This is a welcome book, but a hard book to pigeonhole for review. It is, in part or in passing, an engaging introduction to much of the life and thought of Fr Vincent McNabb (b. 1868, d. 1943), the Northern Irishman who became perhaps the most famous Dominican friar of the English Dominican Province in the first half of the 20th century, and whom the author, Andrew McNabb, is proud to name his ‘great-granduncle’. It would be nearer the mark, though, to describe it as a series of reflections, mostly on family life, inspired by the plain-dealing life and plain-speaking writings of Fr Vincent from the pen of a contemporary American Catholic author on one side of the current culture wars.
We are presented in large part with the deep and lively faith Fr Vincent shared with his mother, Ann, as this has suffused and reverberated in Andrew McNabb’s life; though, in addition to family recollections, the great-grandnephew relies heavily on the biography by Fr Ferdinand Valentine OP and on E. A. Siderman’s A Saint in Hyde Park. Readers may be moved in particular by the faith with which mother and son faced family illnesses and death, and their practical charity towards the others outside the family who were poor, sick, or dying. However, Andrew also rightly highlights the importance of the papal encyclical Rerum novarum as an inspiration to his older relative, and a guide to a preacher’s priorities, with its description of the plight of the working poor as the ‘pressing question’ of the hour. The author briefly sets out Fr Vincent’s friendship and collaboration as a commentator on social issues with Hilaire Belloc and G. K. Chesterton. He also explores how their economic ideas influenced one of Andrew’s own short stories, which is reproduced for the reader, and how it impacted on his career more generally.

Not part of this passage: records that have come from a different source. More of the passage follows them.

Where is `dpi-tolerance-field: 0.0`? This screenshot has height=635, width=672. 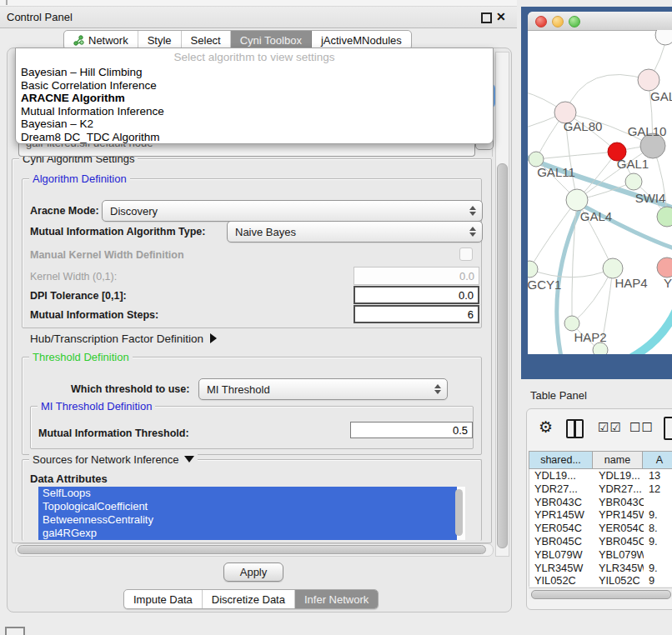
dpi-tolerance-field: 0.0 is located at coordinates (417, 295).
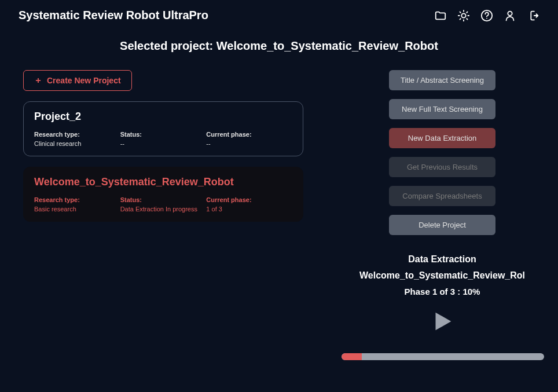 This screenshot has height=392, width=558. I want to click on research-type-value: Basic research, so click(78, 209).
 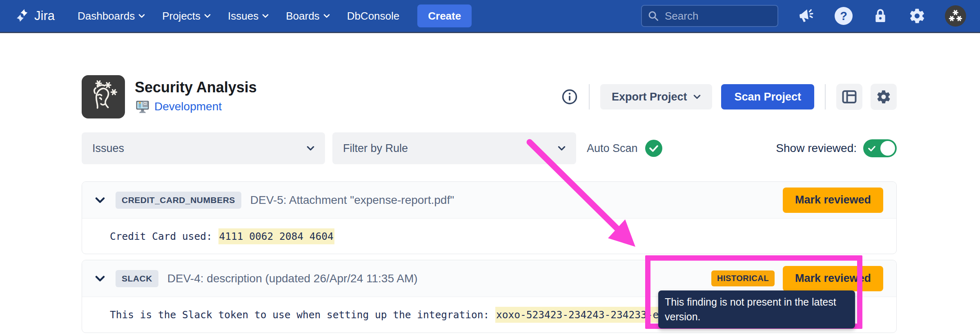 I want to click on snowflake-avatar-icon, so click(x=956, y=16).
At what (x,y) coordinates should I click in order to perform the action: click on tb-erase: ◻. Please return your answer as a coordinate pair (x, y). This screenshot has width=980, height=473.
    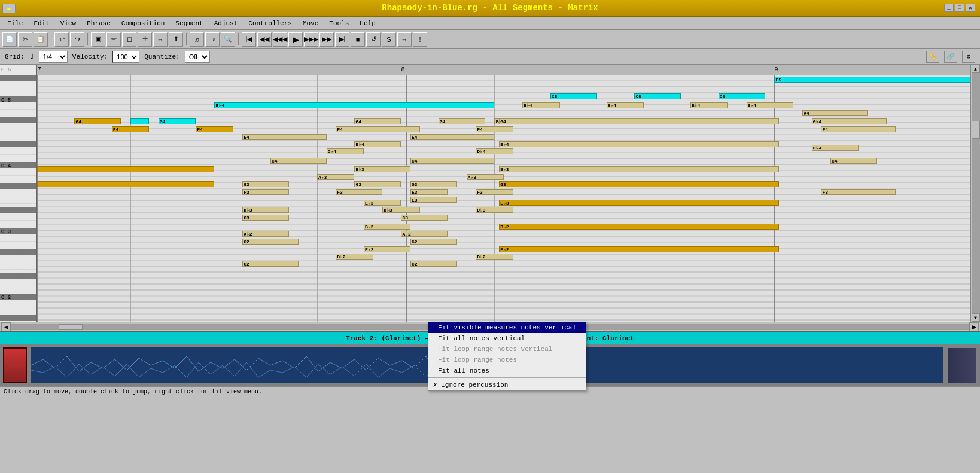
    Looking at the image, I should click on (129, 39).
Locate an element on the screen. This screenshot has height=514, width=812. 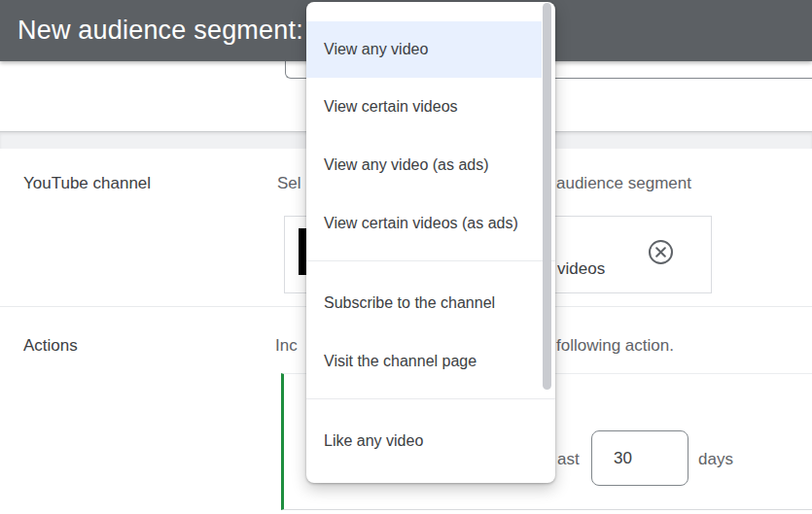
menu-item-view-certain-videos-as-ads: View certain videos (as ads) is located at coordinates (431, 223).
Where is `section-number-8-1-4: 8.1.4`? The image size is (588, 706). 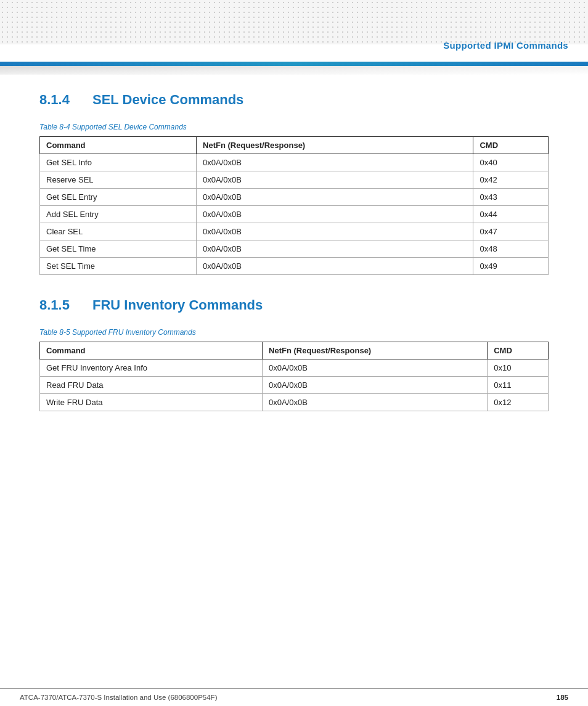
section-number-8-1-4: 8.1.4 is located at coordinates (61, 100).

If there is a price to pay for this highly personal approach, it is perhaps first in flattening out Fr Vincent’s development as a thinker (there’s no straight forward account of his career as a Dominican teacher, writer, or religious superior) and, second, in thinning down the historical context of his writings. In a few places, the author also misreports his sources. However, the book’s great value is that the author’s own struggles may voice difficulties or objections to Fr Vincent’s often forthright views, difficulties which may be shared by the reader, who may in this way be helped to work through them.